Thursday, June 19, 2008

Seconde

So I've spent most of the day sipping coffee in front of this laptop, occasionally eating leftover Mediterranean food and even more occasionally doing work. One of the many ways I procrastinate is by browsing street fashion blogs. Today I was a bit distraught when I discovered that three year old boys from Helsinki have a better sense of style than I do. Check out little Jemu. What the fuck?

I've drafted two preliminary sets of questions. I have a hell of a lot more work ahead of me but in the meantime I'll throw them up on here as a record of being somewhat productive today. I also found some fun little graphics that I will be posting at certain times after certain events. You figure out why.



Homographic 3

The two sets of questions are fairly satisfactory so far. Check 'em.

Personal:

What is your age?
What is your biological sex?
What gender pronoun do you prefer?
Do identify with a particular race or ethnicity?

What does queer mean to you?
-Do you yourself indentify as queer?
-Could you talk about a few ways that you see yourself embodying what it means to be queer?
-Are there intrinsic links between queer struggle and challenging power? What are they?
-Is there a disconnect between queer theoretical discourse and queer praxis at the grassroots level?
-What constitutes this disconnect?
-Is their possibility for a synthesis?
-What might a synthesis look like?

What does masculinity mean to you?
-Are their different forms of masculinity due to race, class, etc.?
-Do you see cultural institutions reinforcing particular constructions of masculinity? What are they?
-Do you in identify with any attributes of masculinity? Why [not]?
-Do you see this as possibly conflicting with what it means to be queer? Why [not]?

What does femininity mean to you?
-Are their different forms of femininity due to race, class, etc.?
-Do you see cultural institutions reinforcing particular constructions of femininity? What are they?
-Do you in identify with any attributes of femininity? Why [not]?
-Do you see this as possibly conflicting with what it means to be queer? Why [not]?

Do you believe that the cultural connotations of what it means to be masculine as well as the cultural connotations of what it means to be feminine have limited the ways in which you can identify?


Theoretical:

If as Bulter posits, gender is a “construction that regularly conceals its genesis” and as such, the possibilities for the manifestation of alternative corporeal styles are entrenched in “punitively regulated cultural fictions” these alternative styles will necessarily always be suspect (Butler 1990, pg. 190). That said, despite the potential for re-entrenchment within dominant or hegemonic configurations of gender, are their possibilities for the construction of positive masculinities?

Butler asks “How might gender exist without constraints?” I ask “How might a feminist or feminine masculinity be performed by male bodied individuals?”

Do you believe that there are multiple levels or Deleuzian “plateaus” of gendered stylization? Does the stylized aesthetic of the sexed body also necessarily include “bodily gestures, movements, and styles of various kinds” (Butler 1990 pg. 191)? For example, if a male bodied individual maintains a bodily aesthetic characterized by signs that by normative cultural standards would be considered thoroughly masculine e.g. full beard, muscular build, etc. yet performs variant forms of gendered stylization what may we consider him/her?

If gender is also an extroverted temporal identity performed through a “stylized repetition of acts” spaces for non-normative masculinity can only be opened up once an individual has passed through certain feminized temporalities e.g. open up oral and anal modes of penetration, interrogating sexist practices, rescinding control. I believe the possibilities for “alternative” masculinities exist only within or after passing through these temporal manifestations of style. Only once an individual experiences feminine corporal attributes can they break away from the dominant paradigm of normative masculinity.



3 comments:

mattilda bernstein sycamore said...
This comment has been removed by the author.
mattilda bernstein sycamore said...

Wait, did I really just delete my own comment?

That kid so does not have better style than you...

queercat said...

Ah, but do you not, in relying upon these "feminine" styles of presentation (such as penetration) to "open up" new performances of masculinity, end up re-inscribing the distinction between the two, as well as the association of femininity with penetrability? See for example, Bersani's discussion in "Homos" of why male gay sex horrifies straights: because gay men "take their sex like women." This is a generalization that heterosexualizes and therefore serverely reduces the possibilities for female sexual embodiment. So, what might a non-penetrable femininity look like, and what might the advent of such a femininity "do" to our understanding of gay male sexuality--which so often relies upon a heterosexualized notion of femininity for its intelligibility?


● Exercise requirements: Whenever the string "pixels" appears in a line below, please copy the line out.

● Data for analysis:
● ● ● ●
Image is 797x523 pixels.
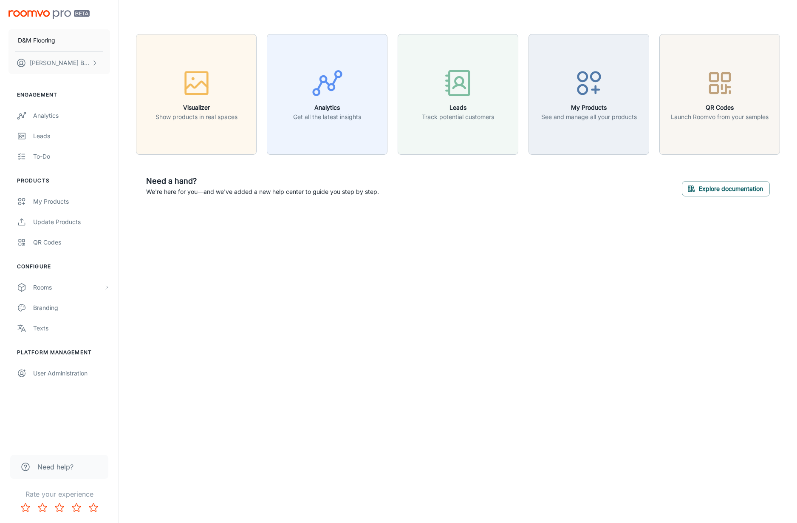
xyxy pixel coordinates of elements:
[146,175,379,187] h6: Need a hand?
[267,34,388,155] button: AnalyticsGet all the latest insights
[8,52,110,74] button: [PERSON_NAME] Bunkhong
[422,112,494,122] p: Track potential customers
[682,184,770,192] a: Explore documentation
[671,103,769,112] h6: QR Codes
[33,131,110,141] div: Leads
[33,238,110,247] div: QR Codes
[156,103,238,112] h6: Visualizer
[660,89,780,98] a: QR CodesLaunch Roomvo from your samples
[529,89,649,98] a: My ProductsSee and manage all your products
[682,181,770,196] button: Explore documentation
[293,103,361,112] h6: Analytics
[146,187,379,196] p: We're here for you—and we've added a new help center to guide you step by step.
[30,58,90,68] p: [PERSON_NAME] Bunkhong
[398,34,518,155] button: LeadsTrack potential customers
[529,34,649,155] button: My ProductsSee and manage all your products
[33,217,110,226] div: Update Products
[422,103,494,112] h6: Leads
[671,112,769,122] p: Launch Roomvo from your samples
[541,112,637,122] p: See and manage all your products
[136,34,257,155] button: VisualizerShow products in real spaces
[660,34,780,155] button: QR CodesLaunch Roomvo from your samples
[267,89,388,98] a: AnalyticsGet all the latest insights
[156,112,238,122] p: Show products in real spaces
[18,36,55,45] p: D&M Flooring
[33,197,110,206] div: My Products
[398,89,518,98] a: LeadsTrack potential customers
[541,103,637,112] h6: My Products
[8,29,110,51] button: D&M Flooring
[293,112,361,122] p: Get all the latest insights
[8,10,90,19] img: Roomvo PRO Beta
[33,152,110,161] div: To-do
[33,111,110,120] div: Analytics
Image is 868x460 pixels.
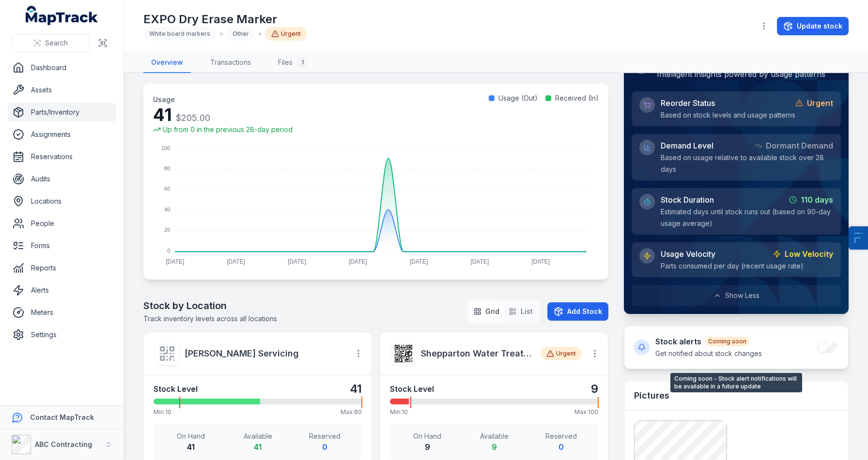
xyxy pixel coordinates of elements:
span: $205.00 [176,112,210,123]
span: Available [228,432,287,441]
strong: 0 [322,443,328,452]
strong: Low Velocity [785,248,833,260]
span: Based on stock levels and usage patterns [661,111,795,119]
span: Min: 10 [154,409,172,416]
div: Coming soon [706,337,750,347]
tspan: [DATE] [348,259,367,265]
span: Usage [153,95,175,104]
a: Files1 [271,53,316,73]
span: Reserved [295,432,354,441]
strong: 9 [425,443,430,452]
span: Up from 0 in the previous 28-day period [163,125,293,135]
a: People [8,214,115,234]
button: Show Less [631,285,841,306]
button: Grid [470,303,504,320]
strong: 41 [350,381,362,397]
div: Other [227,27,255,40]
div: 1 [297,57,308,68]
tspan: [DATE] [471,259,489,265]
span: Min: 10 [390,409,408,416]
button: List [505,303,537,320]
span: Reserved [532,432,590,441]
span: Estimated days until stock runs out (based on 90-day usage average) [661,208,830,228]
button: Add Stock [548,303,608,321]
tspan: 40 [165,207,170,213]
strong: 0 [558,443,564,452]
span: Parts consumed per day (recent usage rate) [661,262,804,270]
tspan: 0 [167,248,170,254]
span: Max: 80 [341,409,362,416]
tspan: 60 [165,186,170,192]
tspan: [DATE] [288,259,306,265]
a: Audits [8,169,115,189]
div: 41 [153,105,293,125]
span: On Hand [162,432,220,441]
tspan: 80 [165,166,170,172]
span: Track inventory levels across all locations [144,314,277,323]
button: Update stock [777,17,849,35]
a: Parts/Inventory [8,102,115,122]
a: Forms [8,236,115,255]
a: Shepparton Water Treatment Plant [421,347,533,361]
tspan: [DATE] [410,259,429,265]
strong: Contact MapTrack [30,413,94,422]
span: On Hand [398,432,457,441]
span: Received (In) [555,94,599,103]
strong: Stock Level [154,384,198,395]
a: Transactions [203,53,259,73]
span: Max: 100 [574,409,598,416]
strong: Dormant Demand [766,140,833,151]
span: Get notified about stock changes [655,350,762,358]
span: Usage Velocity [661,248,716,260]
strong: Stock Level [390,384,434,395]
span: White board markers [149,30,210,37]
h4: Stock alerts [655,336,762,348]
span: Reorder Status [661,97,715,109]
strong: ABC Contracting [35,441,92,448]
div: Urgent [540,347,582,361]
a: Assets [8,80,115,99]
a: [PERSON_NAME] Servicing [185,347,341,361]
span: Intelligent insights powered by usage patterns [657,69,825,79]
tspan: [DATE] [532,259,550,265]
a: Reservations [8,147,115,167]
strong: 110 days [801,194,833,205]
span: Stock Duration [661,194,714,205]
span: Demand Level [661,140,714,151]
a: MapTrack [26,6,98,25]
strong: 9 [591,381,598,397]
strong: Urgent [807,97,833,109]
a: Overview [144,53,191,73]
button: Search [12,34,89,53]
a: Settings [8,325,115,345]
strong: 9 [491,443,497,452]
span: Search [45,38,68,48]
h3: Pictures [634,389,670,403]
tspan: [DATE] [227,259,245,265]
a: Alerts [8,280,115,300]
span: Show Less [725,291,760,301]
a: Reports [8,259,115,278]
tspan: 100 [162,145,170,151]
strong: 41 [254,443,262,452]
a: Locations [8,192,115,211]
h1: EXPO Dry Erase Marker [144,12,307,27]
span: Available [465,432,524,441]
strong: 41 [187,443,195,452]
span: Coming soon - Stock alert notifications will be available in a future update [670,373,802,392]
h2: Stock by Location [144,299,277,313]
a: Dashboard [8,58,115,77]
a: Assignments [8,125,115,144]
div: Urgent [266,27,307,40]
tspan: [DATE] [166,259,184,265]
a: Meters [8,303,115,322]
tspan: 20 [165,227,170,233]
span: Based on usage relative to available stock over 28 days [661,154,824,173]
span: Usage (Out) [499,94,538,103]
● ● ● ●
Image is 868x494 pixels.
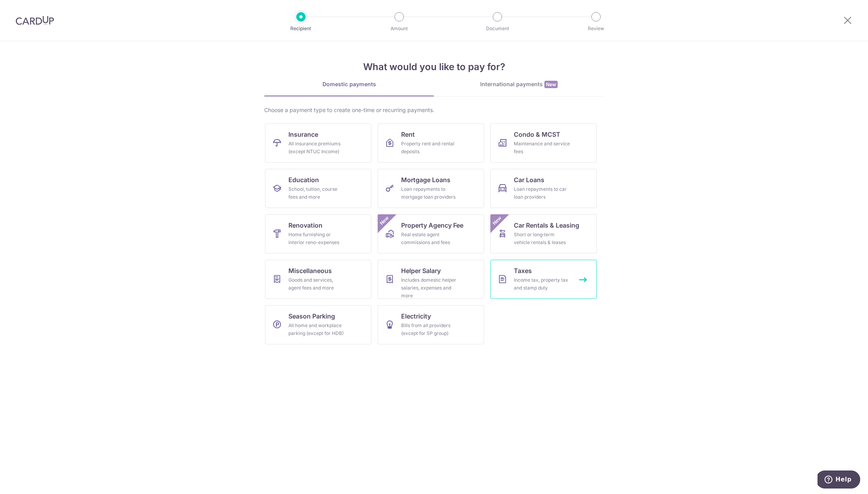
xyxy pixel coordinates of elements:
● ● ● ●
● Exercise output:
Image is 797x523 pixels.
Image is 868x460 pixels.
Image is 868x494 pixels.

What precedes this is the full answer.